Now I just have to get through the week to GET there!!

W.I. Thomas: “If people believe something to be true, it is true in its consequences.”

In other words, we act on our beliefs as if they were facts, right?

I think about this all the time because it helps me understand why other people hold as firmly to their beliefs as I hold to mine. It also reminds me how fallible my own “facts” might be.

I wish other people would appreciate this maxim as well — it’d save me a whole lot of useless arguments.

Now I’m an idealist (or so my frustrated but loving mother tells me), which means I’m more prone to this than other people. Like republicans — theoretically I understand how they could think the way they do but when it comes right down to it, I don’t get it. I feel the same way about lots of other stuff like, for example, showtunes. I say that I understand how you could not like musical theater but secretly I’m thinking that you just haven’t heard the right score. And what’s worse, if you tell me you don’t like musical theater because it’s so stagy and silly, I will nod like I’m totally understanding your point of view but secretly I will be plotting to send you a mix CD to convince you that you’re wrong. (I’d be planning to put Finishing the Hat and pretty much all of South Pacific — the original Mary Martin version — on it. Oh and some Jason Robert Brown. And Gershwin, of course. And have you ever heard William Finn’s Sailing? Because if you haven’t, I’d be thinking, you’re just talking out of ignorance.)

And see, that’s a problem. Because for all I know (and I should ask before I assault you with mp3 CDs) you grew up listening to showtunes because your parents are huge fans and as a matter of fact you haven’t talked to them for years because your anti-showtune stance is such a betrayal that whenever you get together all you do is fight and your mom says, “Anyone who doesn’t love Bernadette Peters’s rendition of Being Alive is no child of mine!” Maybe my hammering to enlighten you is more hammer, less light, you know?

I’m not going to let go of my idea that showtunes are way awesome and I don’t have to but I do need to operate with the understanding that people can listen to the exact same songs I do and come out of it with a different opinion. Because their true beliefs are just as true as mine are — even if they aren’t. And maybe I ought to be a little more respectful when someone says, “Yeah, I don’t like musicals. That’s just me.”

Now when it comes to stuff that’s just plain wrong — like I can believe 2 + 2 = 5 and I can act like it’s true all I want but I’m still gonna be wrong about it — there’s some point to having an argument with me but our discussion will be more effective if you come to it understanding how staunchly I’m standing in my convictions.

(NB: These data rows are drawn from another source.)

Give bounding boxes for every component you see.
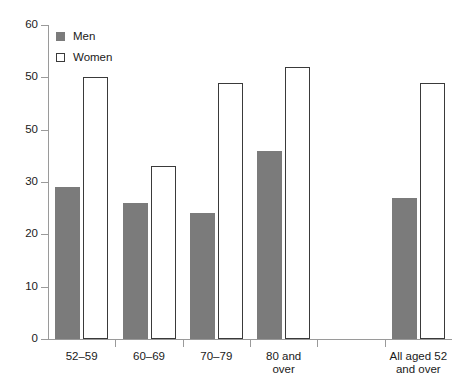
bar-women xyxy=(151,166,176,339)
bar-men xyxy=(190,213,215,339)
y-tick-label: 0 xyxy=(0,333,38,345)
x-tick xyxy=(250,340,251,347)
y-tick-label: 30 xyxy=(0,176,38,188)
legend-swatch-men-icon xyxy=(56,32,65,41)
y-tick-label: 60 xyxy=(0,19,38,31)
legend-item-women: Women xyxy=(56,47,112,68)
x-tick xyxy=(385,340,386,347)
bar-women xyxy=(285,67,310,339)
x-tick xyxy=(317,340,318,347)
bar-men xyxy=(55,187,80,339)
legend-label-women: Women xyxy=(73,52,112,64)
legend-label-men: Men xyxy=(73,31,95,43)
bar-men xyxy=(123,203,148,339)
y-tick-label: 10 xyxy=(0,281,38,293)
y-tick xyxy=(41,339,49,340)
y-tick-label: 20 xyxy=(0,228,38,240)
y-tick-label: 50 xyxy=(0,71,38,83)
bar-women xyxy=(218,83,243,339)
y-tick-label: 50 xyxy=(0,124,38,136)
bar-women xyxy=(420,83,445,339)
bar-women xyxy=(83,77,108,339)
plot-area xyxy=(48,25,452,339)
x-tick xyxy=(183,340,184,347)
legend: Men Women xyxy=(56,26,112,68)
bar-men xyxy=(257,151,282,339)
legend-item-men: Men xyxy=(56,26,112,47)
bar-chart: 6050503020100 52–5960–6970–7980 and over… xyxy=(0,0,462,385)
x-tick xyxy=(115,340,116,347)
legend-swatch-women-icon xyxy=(56,53,65,62)
x-axis-label: All aged 52 and over xyxy=(373,350,462,376)
bar-men xyxy=(392,198,417,339)
x-axis-label: 80 and over xyxy=(239,350,329,376)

It gets so much stickier when people start arguing about showtunes with the same absolutes they’d bring to an argument about math, you know? When we don’t understand that some things — like politics and religion — feel grounded in fact when actually they’re grounded in faith. So we can start quoting studies and scripture but if the other person doesn’t buy into the premise of that study or the veracity of that scripture, it ends up being — you guessed it — more hammer less light.

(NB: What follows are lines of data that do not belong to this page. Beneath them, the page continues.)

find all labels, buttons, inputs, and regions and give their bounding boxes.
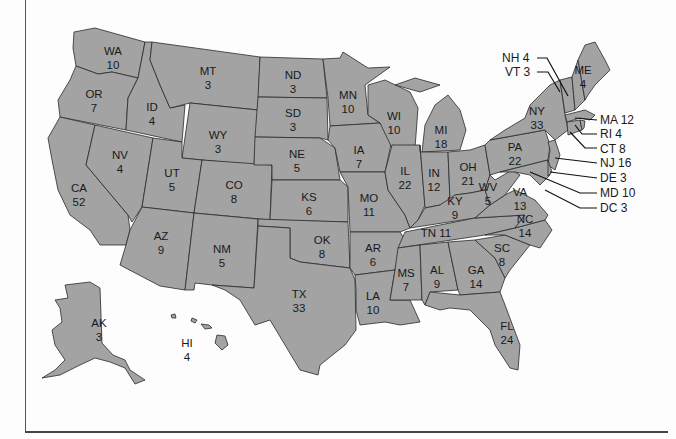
label-la: LA10 [366, 289, 380, 317]
label-pa: PA22 [508, 140, 523, 168]
label-ga: GA14 [468, 263, 485, 291]
state-ct [567, 120, 582, 135]
callout-ma: MA 12 [600, 113, 634, 127]
label-ca: CA52 [71, 181, 87, 209]
label-or: OR7 [85, 87, 102, 115]
label-az: AZ9 [154, 229, 169, 257]
label-ia: IA7 [354, 143, 365, 171]
callout-md: MD 10 [600, 186, 635, 200]
label-nc: NC14 [517, 212, 534, 240]
label-wv: WV5 [479, 180, 498, 208]
label-tx: TX33 [292, 287, 307, 315]
label-mn: MN10 [339, 88, 357, 116]
hi-islands [201, 324, 212, 329]
label-al: AL9 [430, 263, 444, 291]
callout-nh: NH 4 [502, 51, 529, 65]
label-ok: OK8 [314, 233, 331, 261]
callout-nj: NJ 16 [600, 156, 631, 170]
label-mt: MT3 [200, 64, 217, 92]
label-mo: MO11 [360, 191, 379, 219]
callout-dc: DC 3 [600, 201, 627, 215]
label-hi: HI4 [181, 336, 193, 364]
label-mi: MI18 [435, 123, 448, 151]
label-nv: NV4 [112, 148, 128, 176]
label-fl: FL24 [500, 319, 513, 347]
label-wy: WY3 [209, 128, 228, 156]
callout-ri: RI 4 [600, 127, 622, 141]
label-ar: AR6 [365, 241, 381, 269]
callout-ct: CT 8 [600, 142, 626, 156]
label-ny: NY33 [529, 104, 545, 132]
callout-de: DE 3 [600, 171, 627, 185]
label-nd: ND3 [285, 68, 302, 96]
callout-vt: VT 3 [505, 65, 530, 79]
label-ne: NE5 [289, 147, 305, 175]
label-ut: UT5 [164, 166, 179, 194]
label-oh: OH21 [459, 160, 476, 188]
label-ky: KY9 [447, 194, 462, 222]
label-il: IL22 [399, 164, 412, 192]
label-va: VA13 [513, 185, 528, 213]
label-wi: WI10 [387, 109, 401, 137]
label-wa: WA10 [104, 44, 122, 72]
label-ks: KS6 [301, 190, 316, 218]
label-ak: AK3 [91, 316, 106, 344]
label-me: ME4 [574, 63, 591, 91]
label-nm: NM5 [213, 242, 231, 270]
label-tn: TN 11 [421, 226, 452, 240]
label-id: ID4 [146, 100, 158, 128]
label-ms: MS7 [397, 266, 414, 294]
label-in: IN12 [428, 166, 441, 194]
label-co: CO8 [225, 178, 242, 206]
label-sc: SC8 [494, 241, 510, 269]
label-sd: SD3 [285, 106, 301, 134]
state-hi [171, 314, 228, 350]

Anyway. I was thinking on that today. No reason. Well, no reason I’m gonna blog!

The PJ Library

These good folks send Madison a free book about Judaism every month. Your kid must be less than seven to get in on the fun and you need to check that they operate in your neck of the woods. Some of them are good, some of them are not. I was happy to get What Makes Someone a Jew? even though it’s painful to read. (We stick to the pictures.) It’s aggressively multicultural but the rhymes are plain old bad so it ends up being unintentionally hilarious.

My favorite so far is Five Little Gefiltes because it’s intentionally hilarious.